Structure of Gadget Drivers

A system running inside a USB peripheral normally has at least three layers inside the kernel to handle USB protocol processing, and may have additional layers in user space code. The "gadget" API is used by the middle layer to interact with the lowest level (which directly handles hardware).

In Linux, from the bottom up, these layers are:

USB Controller Driver

This is the lowest software level. It is the only layer that talks to hardware, through registers, fifos, dma, irqs, and the like. The <linux/usb_gadget.h> API abstracts the peripheral controller endpoint hardware. That hardware is exposed through endpoint objects, which accept streams of IN/OUT buffers, and through callbacks that interact with gadget drivers. Since normal USB devices only have one upstream port, they only have one of these drivers. The controller driver can support any number of different gadget drivers, but only one of them can be used at a time.

Examples of such controller hardware include the PCI-based NetChip 2280 USB 2.0 high speed controller, the SA-11x0 or PXA-25x UDC (found within many PDAs), and a variety of other products.

Gadget Driver

The lower boundary of this driver implements hardware-neutral USB functions, using calls to the controller driver. Because such hardware varies widely in capabilities and restrictions, the gadget driver is normally configured at compile time to work with endpoints supported by one particular controller. Gadget drivers may be portable to several different controllers, using conditional compilation. Gadget driver responsibilities include:

  • handling setup requests (ep0 protocol responses) possibly including class-specific functionality

  • returning configuration and string descriptors

  • (re)setting configurations and interface altsettings, including enabling and configuring endpoints

  • handling life cycle events, such as managing bindings to hardware, and disconnection from the USB host.

  • managing IN and OUT transfers on all currently enabled endpoints

Such drivers may be modules of proprietary code, although that approach is discouraged in the Linux community.

Upper Level

Most gadget drivers have an upper boundary that connects to some Linux driver or framework in Linux. Through that boundary flows the data which the gadget driver produces and/or consumes through protocol transfers over USB. Examples include:

  • user mode code, using generic (gadgetfs) or application specific files in /dev

  • networking subsystem (for network gadgets, like the CDC Ethernet Model gadget driver)

  • data capture drivers, perhaps video4Linux or a scanner driver; or test and measurement hardware.

  • input subsystem (for HID gadgets)

  • sound subsystem (for audio gadgets)

  • file system (for PTP gadgets)

  • block i/o subsystem (for usb-storage gadgets)

  • ... and more

Additional Layers

Other layers may exist. These could include kernel layers, such as network protocol stacks, as well as user mode applications building on standard POSIX system call APIs such as open(), close(), read() and write(). On newer systems, POSIX Async I/O calls may be an option. Such user mode code will not necessarily be subject to the GNU General Public License (GPL).

Over time, reusable utilities should evolve to help make some gadget driver tasks simpler. An example of particular interest is code implementing standard USB-IF protocols for HID, networking, storage, or audio classes. Some developers are interested in KDB or KGDB hooks, to let target hardware be remotely debugged. Most such USB protocol code doesn't need to be hardware-specific, any more than network protocols like X11, HTTP, or NFS are. Such interface drivers might be combined, to support composite devices.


> HOW TO COMPLETE THIS TASK
Go through the material below and copy each line exactly.

> RECORDS SUPPLIED
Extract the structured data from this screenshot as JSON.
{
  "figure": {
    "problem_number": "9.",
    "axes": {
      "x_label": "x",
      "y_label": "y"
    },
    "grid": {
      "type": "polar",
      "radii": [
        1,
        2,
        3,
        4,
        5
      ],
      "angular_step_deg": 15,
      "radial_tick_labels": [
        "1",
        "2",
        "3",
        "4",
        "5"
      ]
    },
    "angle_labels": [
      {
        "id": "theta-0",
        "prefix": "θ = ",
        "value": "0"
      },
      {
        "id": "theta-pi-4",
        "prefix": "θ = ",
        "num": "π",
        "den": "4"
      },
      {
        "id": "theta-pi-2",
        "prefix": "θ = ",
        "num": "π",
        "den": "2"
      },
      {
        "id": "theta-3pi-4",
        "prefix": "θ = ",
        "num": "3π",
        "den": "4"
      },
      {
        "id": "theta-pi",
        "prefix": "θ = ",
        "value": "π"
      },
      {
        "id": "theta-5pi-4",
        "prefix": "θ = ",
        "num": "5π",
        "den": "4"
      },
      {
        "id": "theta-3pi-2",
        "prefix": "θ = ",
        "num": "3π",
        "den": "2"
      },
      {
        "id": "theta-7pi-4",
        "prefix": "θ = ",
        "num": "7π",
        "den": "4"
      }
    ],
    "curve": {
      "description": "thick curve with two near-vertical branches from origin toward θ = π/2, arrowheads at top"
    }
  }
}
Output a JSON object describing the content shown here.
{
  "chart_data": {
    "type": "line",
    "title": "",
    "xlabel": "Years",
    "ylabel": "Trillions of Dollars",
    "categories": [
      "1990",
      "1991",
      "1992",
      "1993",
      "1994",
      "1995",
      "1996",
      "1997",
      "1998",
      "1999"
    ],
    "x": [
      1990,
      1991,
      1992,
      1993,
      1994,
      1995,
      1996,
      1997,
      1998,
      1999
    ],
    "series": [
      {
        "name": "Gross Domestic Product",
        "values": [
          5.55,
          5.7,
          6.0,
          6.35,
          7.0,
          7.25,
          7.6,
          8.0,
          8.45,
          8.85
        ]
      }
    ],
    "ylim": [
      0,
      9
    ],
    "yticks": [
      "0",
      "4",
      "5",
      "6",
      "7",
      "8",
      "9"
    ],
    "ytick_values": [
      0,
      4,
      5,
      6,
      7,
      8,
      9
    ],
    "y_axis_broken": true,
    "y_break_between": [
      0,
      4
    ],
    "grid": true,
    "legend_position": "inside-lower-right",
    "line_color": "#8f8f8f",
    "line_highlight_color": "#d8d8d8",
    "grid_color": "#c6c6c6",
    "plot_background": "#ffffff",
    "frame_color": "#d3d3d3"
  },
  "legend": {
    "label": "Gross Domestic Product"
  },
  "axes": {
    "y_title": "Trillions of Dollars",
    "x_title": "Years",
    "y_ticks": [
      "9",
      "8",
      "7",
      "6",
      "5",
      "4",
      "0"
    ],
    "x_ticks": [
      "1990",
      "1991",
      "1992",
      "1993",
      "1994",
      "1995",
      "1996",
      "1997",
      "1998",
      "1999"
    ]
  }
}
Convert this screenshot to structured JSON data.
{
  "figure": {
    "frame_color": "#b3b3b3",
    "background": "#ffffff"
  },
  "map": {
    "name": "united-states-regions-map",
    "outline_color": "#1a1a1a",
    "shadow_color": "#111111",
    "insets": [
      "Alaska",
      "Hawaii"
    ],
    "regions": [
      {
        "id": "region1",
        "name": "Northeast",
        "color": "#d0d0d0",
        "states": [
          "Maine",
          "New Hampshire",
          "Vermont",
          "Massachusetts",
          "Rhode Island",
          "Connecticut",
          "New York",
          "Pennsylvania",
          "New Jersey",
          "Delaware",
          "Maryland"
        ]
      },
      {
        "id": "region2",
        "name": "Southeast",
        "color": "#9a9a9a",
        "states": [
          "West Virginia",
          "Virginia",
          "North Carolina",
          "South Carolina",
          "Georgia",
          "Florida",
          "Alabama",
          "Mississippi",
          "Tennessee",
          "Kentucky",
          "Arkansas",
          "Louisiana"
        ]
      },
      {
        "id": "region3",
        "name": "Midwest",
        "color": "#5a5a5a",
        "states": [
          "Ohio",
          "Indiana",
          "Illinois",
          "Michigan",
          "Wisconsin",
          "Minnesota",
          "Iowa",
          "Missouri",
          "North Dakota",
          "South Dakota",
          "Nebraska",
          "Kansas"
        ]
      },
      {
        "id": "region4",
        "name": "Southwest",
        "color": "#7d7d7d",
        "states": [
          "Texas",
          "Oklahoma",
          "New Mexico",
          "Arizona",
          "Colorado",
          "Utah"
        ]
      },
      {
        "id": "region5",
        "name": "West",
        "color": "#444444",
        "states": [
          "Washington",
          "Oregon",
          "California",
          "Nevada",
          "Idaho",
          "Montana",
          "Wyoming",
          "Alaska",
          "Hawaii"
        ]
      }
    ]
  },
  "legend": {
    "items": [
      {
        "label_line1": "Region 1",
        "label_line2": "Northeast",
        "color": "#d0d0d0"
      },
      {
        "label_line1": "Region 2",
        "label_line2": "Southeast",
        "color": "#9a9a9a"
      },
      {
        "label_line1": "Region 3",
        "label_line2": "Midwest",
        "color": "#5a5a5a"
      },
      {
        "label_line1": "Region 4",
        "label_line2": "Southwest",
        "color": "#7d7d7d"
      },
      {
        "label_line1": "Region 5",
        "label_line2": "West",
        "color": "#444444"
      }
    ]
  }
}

> WORKED SOLUTION
Extract the structured data from this screenshot as JSON.
{
  "figure": {
    "problem_number": "9.",
    "axes": {
      "x_label": "x",
      "y_label": "y"
    },
    "grid": {
      "type": "polar",
      "radii": [
        1,
        2,
        3,
        4,
        5
      ],
      "angular_step_deg": 15,
      "radial_tick_labels": [
        "1",
        "2",
        "3",
        "4",
        "5"
      ]
    },
    "angle_labels": [
      {
        "id": "theta-0",
        "prefix": "θ = ",
        "value": "0"
      },
      {
        "id": "theta-pi-4",
        "prefix": "θ = ",
        "num": "π",
        "den": "4"
      },
      {
        "id": "theta-pi-2",
        "prefix": "θ = ",
        "num": "π",
        "den": "2"
      },
      {
        "id": "theta-3pi-4",
        "prefix": "θ = ",
        "num": "3π",
        "den": "4"
      },
      {
        "id": "theta-pi",
        "prefix": "θ = ",
        "value": "π"
      },
      {
        "id": "theta-5pi-4",
        "prefix": "θ = ",
        "num": "5π",
        "den": "4"
      },
      {
        "id": "theta-3pi-2",
        "prefix": "θ = ",
        "num": "3π",
        "den": "2"
      },
      {
        "id": "theta-7pi-4",
        "prefix": "θ = ",
        "num": "7π",
        "den": "4"
      }
    ],
    "curve": {
      "description": "thick curve with two near-vertical branches from origin toward θ = π/2, arrowheads at top"
    }
  }
}
Output a JSON object describing the content shown here.
{
  "chart_data": {
    "type": "line",
    "title": "",
    "xlabel": "Years",
    "ylabel": "Trillions of Dollars",
    "categories": [
      "1990",
      "1991",
      "1992",
      "1993",
      "1994",
      "1995",
      "1996",
      "1997",
      "1998",
      "1999"
    ],
    "x": [
      1990,
      1991,
      1992,
      1993,
      1994,
      1995,
      1996,
      1997,
      1998,
      1999
    ],
    "series": [
      {
        "name": "Gross Domestic Product",
        "values": [
          5.55,
          5.7,
          6.0,
          6.35,
          7.0,
          7.25,
          7.6,
          8.0,
          8.45,
          8.85
        ]
      }
    ],
    "ylim": [
      0,
      9
    ],
    "yticks": [
      "0",
      "4",
      "5",
      "6",
      "7",
      "8",
      "9"
    ],
    "ytick_values": [
      0,
      4,
      5,
      6,
      7,
      8,
      9
    ],
    "y_axis_broken": true,
    "y_break_between": [
      0,
      4
    ],
    "grid": true,
    "legend_position": "inside-lower-right",
    "line_color": "#8f8f8f",
    "line_highlight_color": "#d8d8d8",
    "grid_color": "#c6c6c6",
    "plot_background": "#ffffff",
    "frame_color": "#d3d3d3"
  },
  "legend": {
    "label": "Gross Domestic Product"
  },
  "axes": {
    "y_title": "Trillions of Dollars",
    "x_title": "Years",
    "y_ticks": [
      "9",
      "8",
      "7",
      "6",
      "5",
      "4",
      "0"
    ],
    "x_ticks": [
      "1990",
      "1991",
      "1992",
      "1993",
      "1994",
      "1995",
      "1996",
      "1997",
      "1998",
      "1999"
    ]
  }
}
Convert this screenshot to structured JSON data.
{
  "figure": {
    "frame_color": "#b3b3b3",
    "background": "#ffffff"
  },
  "map": {
    "name": "united-states-regions-map",
    "outline_color": "#1a1a1a",
    "shadow_color": "#111111",
    "insets": [
      "Alaska",
      "Hawaii"
    ],
    "regions": [
      {
        "id": "region1",
        "name": "Northeast",
        "color": "#d0d0d0",
        "states": [
          "Maine",
          "New Hampshire",
          "Vermont",
          "Massachusetts",
          "Rhode Island",
          "Connecticut",
          "New York",
          "Pennsylvania",
          "New Jersey",
          "Delaware",
          "Maryland"
        ]
      },
      {
        "id": "region2",
        "name": "Southeast",
        "color": "#9a9a9a",
        "states": [
          "West Virginia",
          "Virginia",
          "North Carolina",
          "South Carolina",
          "Georgia",
          "Florida",
          "Alabama",
          "Mississippi",
          "Tennessee",
          "Kentucky",
          "Arkansas",
          "Louisiana"
        ]
      },
      {
        "id": "region3",
        "name": "Midwest",
        "color": "#5a5a5a",
        "states": [
          "Ohio",
          "Indiana",
          "Illinois",
          "Michigan",
          "Wisconsin",
          "Minnesota",
          "Iowa",
          "Missouri",
          "North Dakota",
          "South Dakota",
          "Nebraska",
          "Kansas"
        ]
      },
      {
        "id": "region4",
        "name": "Southwest",
        "color": "#7d7d7d",
        "states": [
          "Texas",
          "Oklahoma",
          "New Mexico",
          "Arizona",
          "Colorado",
          "Utah"
        ]
      },
      {
        "id": "region5",
        "name": "West",
        "color": "#444444",
        "states": [
          "Washington",
          "Oregon",
          "California",
          "Nevada",
          "Idaho",
          "Montana",
          "Wyoming",
          "Alaska",
          "Hawaii"
        ]
      }
    ]
  },
  "legend": {
    "items": [
      {
        "label_line1": "Region 1",
        "label_line2": "Northeast",
        "color": "#d0d0d0"
      },
      {
        "label_line1": "Region 2",
        "label_line2": "Southeast",
        "color": "#9a9a9a"
      },
      {
        "label_line1": "Region 3",
        "label_line2": "Midwest",
        "color": "#5a5a5a"
      },
      {
        "label_line1": "Region 4",
        "label_line2": "Southwest",
        "color": "#7d7d7d"
      },
      {
        "label_line1": "Region 5",
        "label_line2": "West",
        "color": "#444444"
      }
    ]
  }
}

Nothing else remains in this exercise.